Who Won the Presidential Debates?

The objective of a Presidential Debate is not to win it on points. Perspiration on Nixon's brow did not lose his contest with Kennedy on debating points. The format of a debate has simply been used to provide another opportunity for the candidates to try to influence voters in our TV-dominated culture.

The real winner of the Presidential debates is the candidate who can use that format more effectively to draw voters to conclude he or she would better serve the voters' private interests. Part of being effective at achieving that goal is convincing the media that he or she won the debate--not on debating points but as a Public Relations victory. The majority of voters do not make up their own minds, nor know how or care to judge a performance on debating points. They rely on the media to tell them what to think.

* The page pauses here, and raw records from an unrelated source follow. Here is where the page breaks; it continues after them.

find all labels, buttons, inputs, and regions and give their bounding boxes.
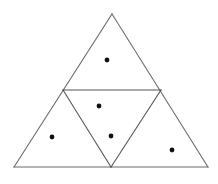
figure-canvas: Triangle divided into four smaller trian… bbox=[0, 0, 218, 184]
diagram-background bbox=[0, 0, 218, 184]
dot-bottom-right-region bbox=[170, 148, 175, 153]
dot-top-region bbox=[105, 58, 110, 63]
triangle-diagram: Triangle divided into four smaller trian… bbox=[0, 0, 218, 184]
dot-center-upper bbox=[97, 104, 102, 109]
dot-center-lower bbox=[109, 134, 114, 139]
dot-bottom-left-region bbox=[50, 135, 55, 140]
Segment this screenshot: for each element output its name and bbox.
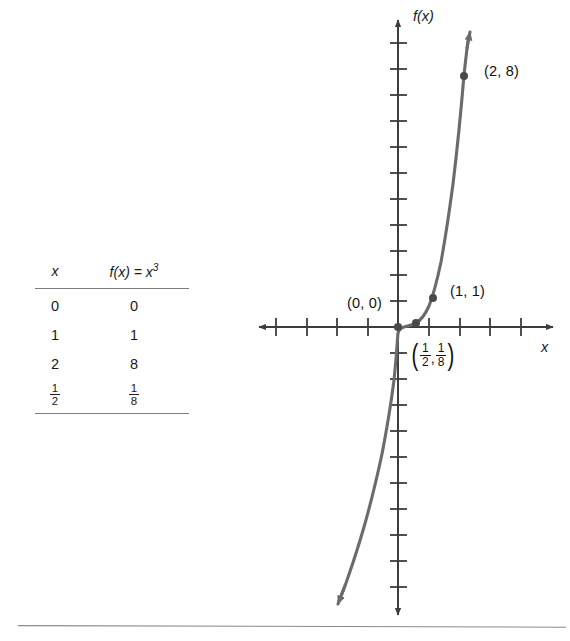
curve-path: [339, 41, 468, 601]
point-origin: [394, 323, 402, 331]
cubic-curve: [338, 32, 470, 604]
fraction-one-half: 1 2: [420, 342, 431, 368]
figure-root: x f(x) = x3 0 0 1 1 2 8 1 2: [0, 0, 570, 641]
close-paren: ): [448, 343, 455, 366]
cubic-function-graph: [0, 0, 570, 641]
fraction-denominator: 8: [436, 355, 447, 369]
y-axis-label: f(x): [413, 8, 434, 24]
point-label-one-one: (1, 1): [450, 283, 485, 299]
label-comma: ,: [431, 350, 435, 368]
point-label-two-eight: (2, 8): [484, 63, 519, 79]
y-axis: [390, 20, 407, 615]
fraction-denominator: 2: [420, 355, 431, 369]
open-paren: (: [412, 343, 419, 366]
point-label-half-eighth: ( 1 2 , 1 8 ): [410, 342, 456, 368]
bottom-rule: [18, 625, 566, 628]
x-axis-label: x: [541, 339, 548, 355]
point-label-origin: (0, 0): [347, 295, 382, 311]
fraction-numerator: 1: [420, 342, 431, 355]
point-half-eighth: [412, 319, 420, 327]
point-one-one: [429, 294, 437, 302]
fraction-numerator: 1: [436, 342, 447, 355]
fraction-one-eighth: 1 8: [436, 342, 447, 368]
point-two-eight: [460, 72, 468, 80]
curve-arrow-top: [467, 32, 470, 48]
curve-arrow-bottom: [338, 586, 345, 604]
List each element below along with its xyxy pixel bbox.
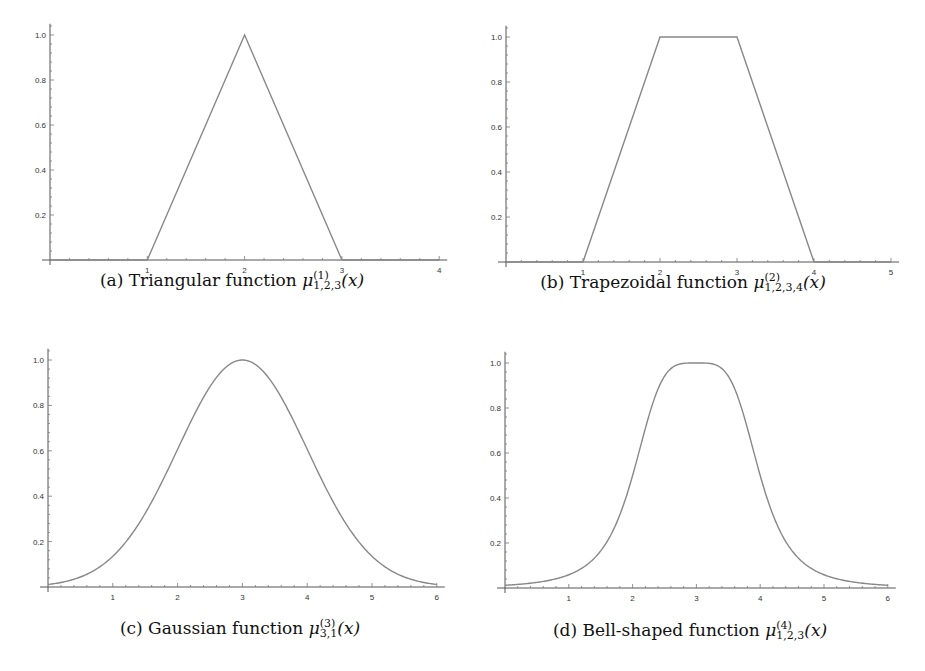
y-tick-label: 1.0 — [33, 356, 45, 365]
caption-d: (d) Bell-shaped function μ(4)1,2,3(x) — [553, 620, 827, 642]
y-tick-label: 0.2 — [33, 538, 45, 547]
figure-canvas: 12340.20.40.60.81.0123450.20.40.60.81.01… — [0, 0, 925, 671]
x-tick-label: 5 — [889, 268, 894, 277]
y-tick-label: 0.8 — [33, 401, 45, 410]
y-tick-label: 0.2 — [491, 213, 503, 222]
plot-a: 12340.20.40.60.81.0 — [35, 24, 447, 275]
y-tick-label: 0.6 — [33, 447, 45, 456]
caption-b: (b) Trapezoidal function μ(2)1,2,3,4(x) — [540, 272, 826, 294]
x-tick-label: 5 — [370, 593, 375, 602]
caption-c: (c) Gaussian function μ(3)3,1(x) — [120, 618, 360, 640]
curve-d — [505, 363, 888, 585]
y-tick-label: 0.2 — [490, 539, 502, 548]
plot-c: 1234560.20.40.60.81.0 — [33, 349, 445, 602]
x-tick-label: 5 — [822, 594, 827, 603]
x-tick-label: 3 — [694, 594, 699, 603]
caption-a: (a) Triangular function μ(1)1,2,3(x) — [100, 270, 364, 292]
plot-d: 1234560.20.40.60.81.0 — [490, 352, 896, 603]
y-tick-label: 0.2 — [35, 211, 47, 220]
x-tick-label: 6 — [886, 594, 891, 603]
x-tick-label: 4 — [758, 594, 763, 603]
x-tick-label: 3 — [240, 593, 245, 602]
x-tick-label: 4 — [305, 593, 310, 602]
y-tick-label: 0.8 — [490, 404, 502, 413]
y-tick-label: 1.0 — [490, 359, 502, 368]
curve-a — [50, 35, 439, 260]
y-tick-label: 0.4 — [33, 492, 45, 501]
x-tick-label: 4 — [437, 266, 442, 275]
x-tick-label: 2 — [630, 594, 635, 603]
curve-b — [506, 37, 891, 262]
x-tick-label: 2 — [175, 593, 180, 602]
y-tick-label: 1.0 — [35, 31, 47, 40]
y-tick-label: 1.0 — [491, 33, 503, 42]
y-tick-label: 0.6 — [491, 123, 503, 132]
y-tick-label: 0.4 — [35, 166, 47, 175]
x-tick-label: 1 — [567, 594, 572, 603]
y-tick-label: 0.6 — [490, 449, 502, 458]
y-tick-label: 0.4 — [491, 168, 503, 177]
y-tick-label: 0.4 — [490, 494, 502, 503]
y-tick-label: 0.8 — [35, 76, 47, 85]
x-tick-label: 6 — [435, 593, 440, 602]
plot-b: 123450.20.40.60.81.0 — [491, 26, 899, 277]
curve-c — [48, 360, 437, 584]
x-tick-label: 1 — [111, 593, 116, 602]
y-tick-label: 0.8 — [491, 78, 503, 87]
y-tick-label: 0.6 — [35, 121, 47, 130]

Those of us who analyze a debate on the basis of fine points of fact and argumenting strategy fail to recognize that the Presidential election is not a method of selecting the best debater in the country. (Hopefully, if needed, the eventual President could hire a good debater for the White House staff.) No, the objective is to force undecided viewers and listeners to focus on the issues that the next President will have to resolve on their behalf and to persuade them that he or she is more likely reliably to accomplish favorable results. (Another objective is to avoid making the kind of gaf that people will remember long after election day.)

Those who judge the debates on debating points are unlikely to be undecided voters. The only ones whose voting behavior will be influenced by the debates are probably those whose minds will be made up by information spoon-feeders in the public media anyway. That's what made Ronald Reagan such a memorable and loved President--he was an effective influencer, regardless of the policies he espoused or executed. The winner of the Presidential debates is always the one who knows how to use them to push fence-sitters over to his or her side.